Simple tasks like file verification are a start (for example, "Is the file the right length?," "Does it have audio?," etc.). To offload more significant responsibilities, sophisticated analysis and judgments are required, such as inserting advertising based on the video content. In a perfect world, the computer systems we use for encoding should be able to recognize all of the content flowing into them today without human intervention.

More Intuitive
Intuition is the system’s ability to make judgment calls based on the results from its own analysis, as well as to anticipate issues that should generate alerts. Intuition is an extension of intelligence, as it requires the system to learn heuristically. In part, this is a business-rule environment, but with the ability for the system to adapt or change rules based on past experience.
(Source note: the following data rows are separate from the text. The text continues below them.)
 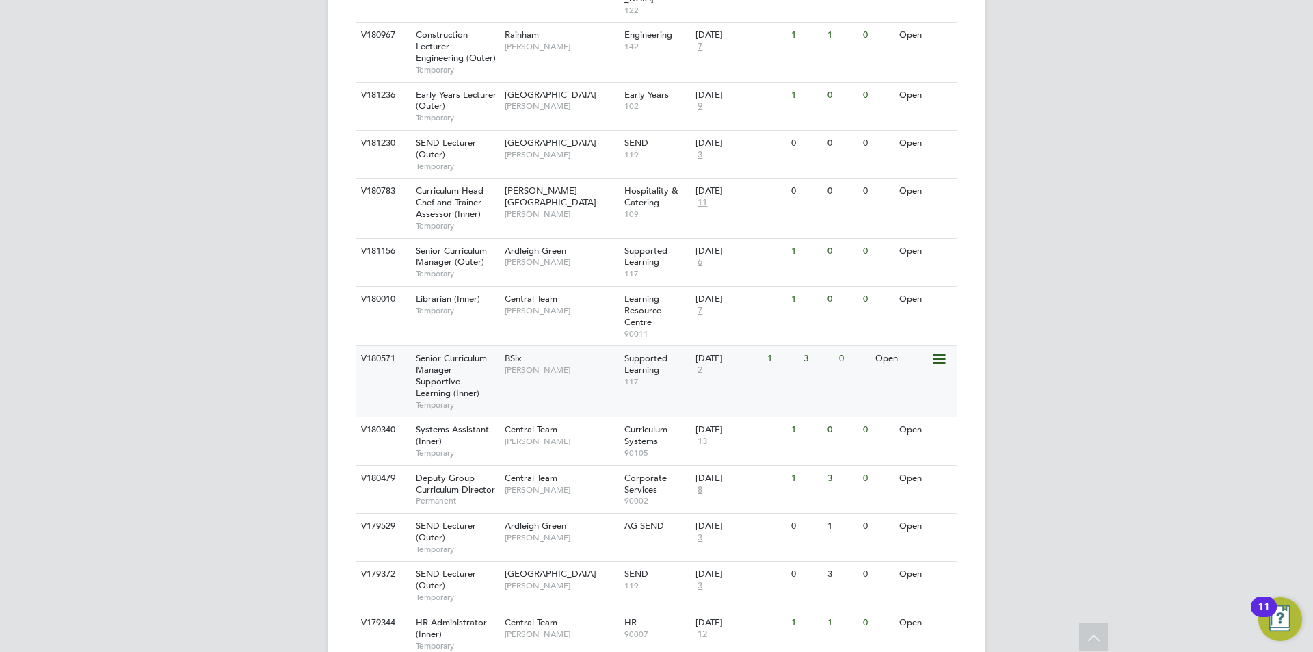 What do you see at coordinates (382, 143) in the screenshot?
I see `div: V181230` at bounding box center [382, 143].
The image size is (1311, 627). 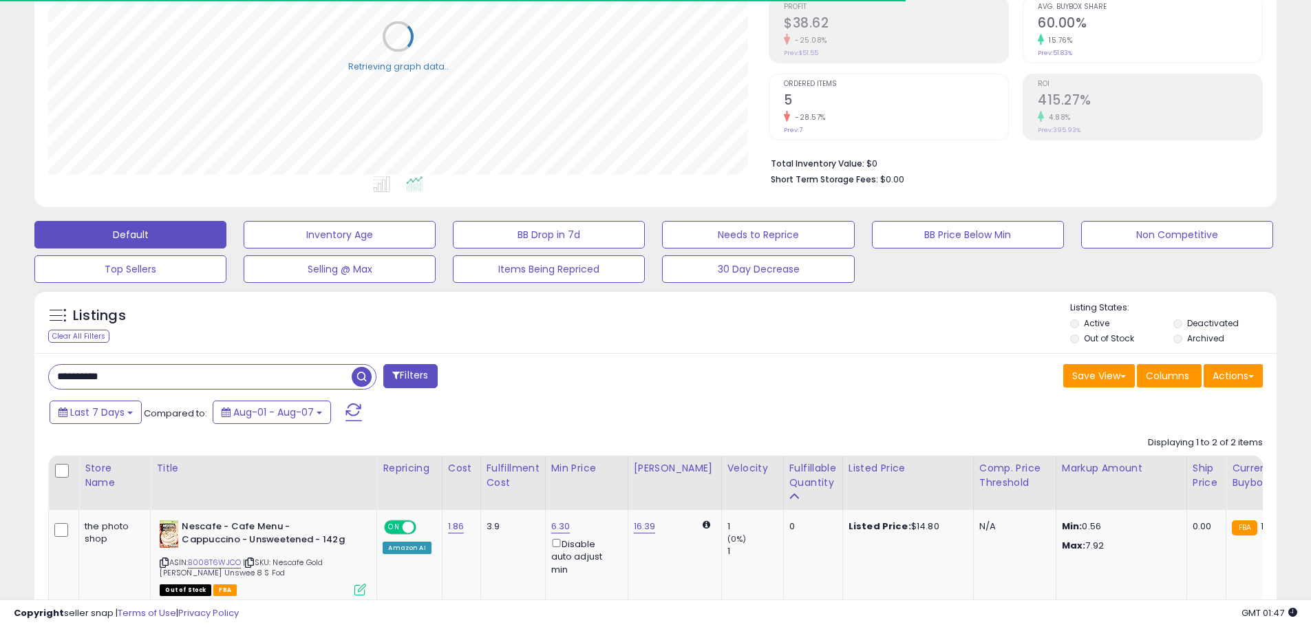 What do you see at coordinates (548, 235) in the screenshot?
I see `button: BB Drop in 7d` at bounding box center [548, 235].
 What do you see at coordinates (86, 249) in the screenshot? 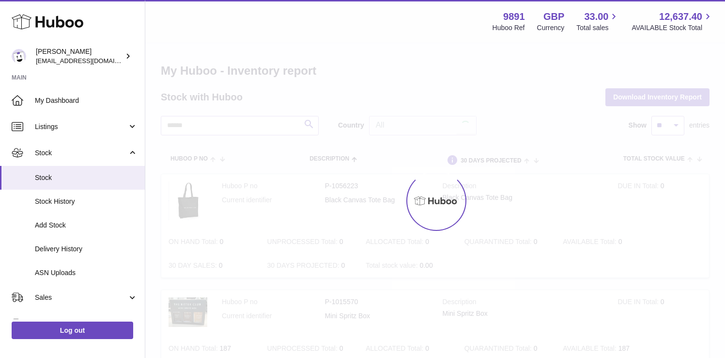
I see `span: Delivery History` at bounding box center [86, 249].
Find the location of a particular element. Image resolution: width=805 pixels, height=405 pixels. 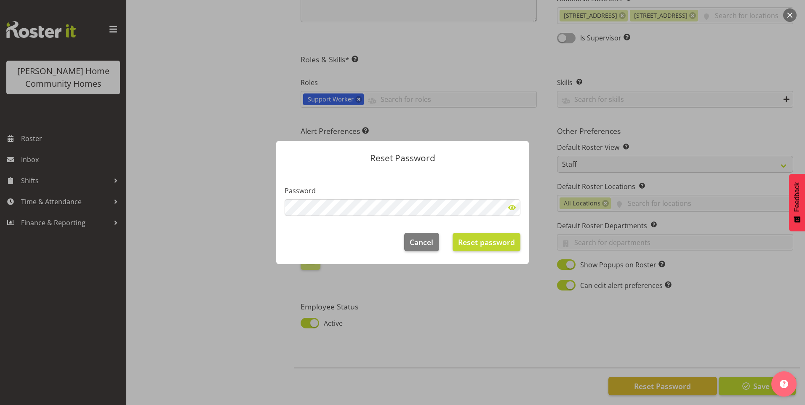

span: Cancel is located at coordinates (421, 242).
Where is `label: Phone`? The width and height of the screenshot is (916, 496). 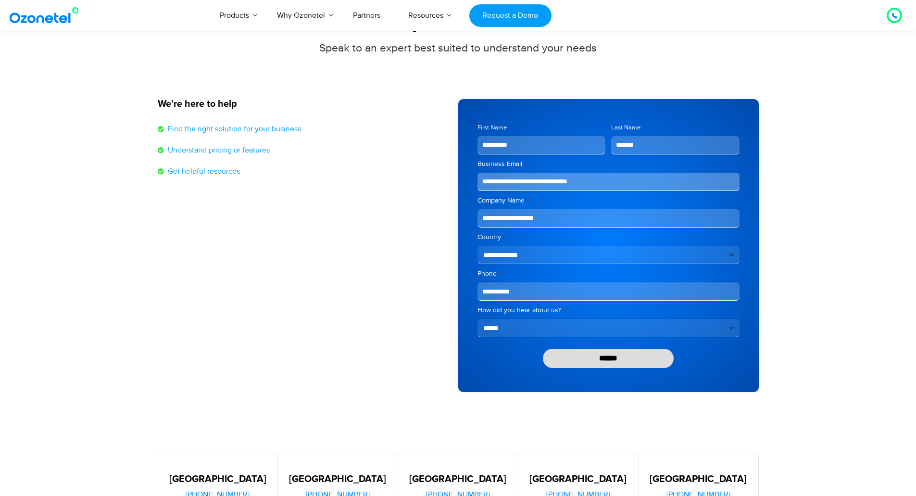
label: Phone is located at coordinates (608, 274).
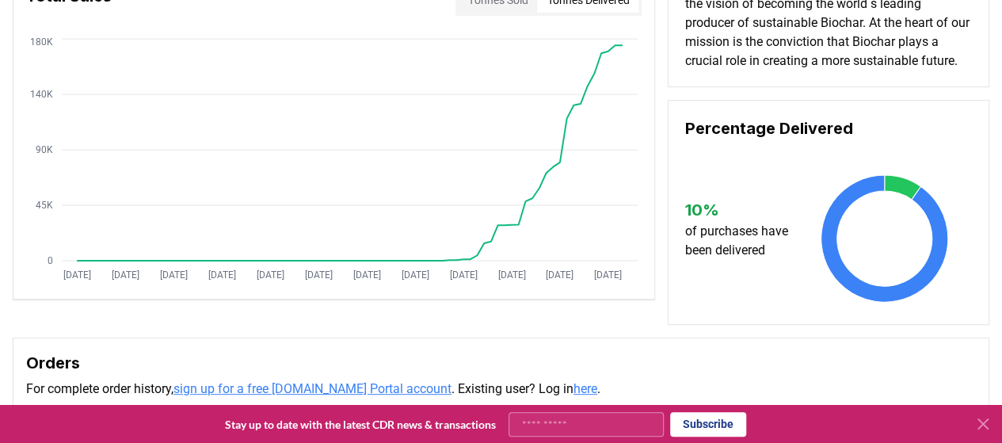 This screenshot has width=1002, height=443. I want to click on a: here, so click(585, 388).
Today, the high volumes of content that online properties like YouTube and Hulu process makes it impractical to spend the time to individually massage quality settings. In these instances, a best practices "cookie-cutter" approach must be taken, which targets middle of the road settings that sacrifice quality for overly aggressive content and waste bits for less aggressive material. A more intuitive process would mean allowing the servers to choose some of the settings required to encode the content, based on historical content processing of similar types. Faster
Computationally speaking, none of the analysis steps or business rules described above is fast. The processing cycles required to analyze so many steps risks slowing the content’s market delivery to unacceptable levels. The challenge is further exacerbated by the amount of high-definition video becoming common on the internet. Time-to-market will always be one of the primary concerns to any video distributor, and therefore any system developed requires dramatic speed improvements as a core competency in order to evolve the server.

Trying to speed up these tasks with older, proprietary hardware might buy a few months of speed improvements, but they are often prohibitively expensive and prone to obsolescence in short periods of time.

Currently, the fastest solution is achieved by balancing the workload between off-the-shelf graphics processing units (GPUs), supplied by companies such as NVIDIA, and central processing units (CPUs), supplied by Intel and AMD. Massively parallel GPU architectures are ideal for computationally intensive tasks like encoding, image processing, and video analysis. Companies can now take advantage of off-the-shelf hardware to dramatically raise the bar on performance, while still retaining all the flexibility and future-proofing provided by software-only solutions.

In Summary
The biggest benefit of smarter servers is that these ideas translate to a variety of video workflows, ranging from large media and entertainment companies to smaller educational or post-production customers. The business rules associated with a specific market vary, but not the core features. All have a consistent ultimate goal: to reduce the manual intervention factor. Smarter servers trade person-hours for computer-minutes.

As more companies work to solve these challenges, the faster we will evolve the intelligent servers that can satiate the global demand for online and mobile media. Not only will we be able to offload an enormous amount of tedious work, reduce infrastructure costs, and decrease time-to-revenue, we will create higher quality video experiences and provide greater global access to this growing medium. The smarter server is an idea whose time has come.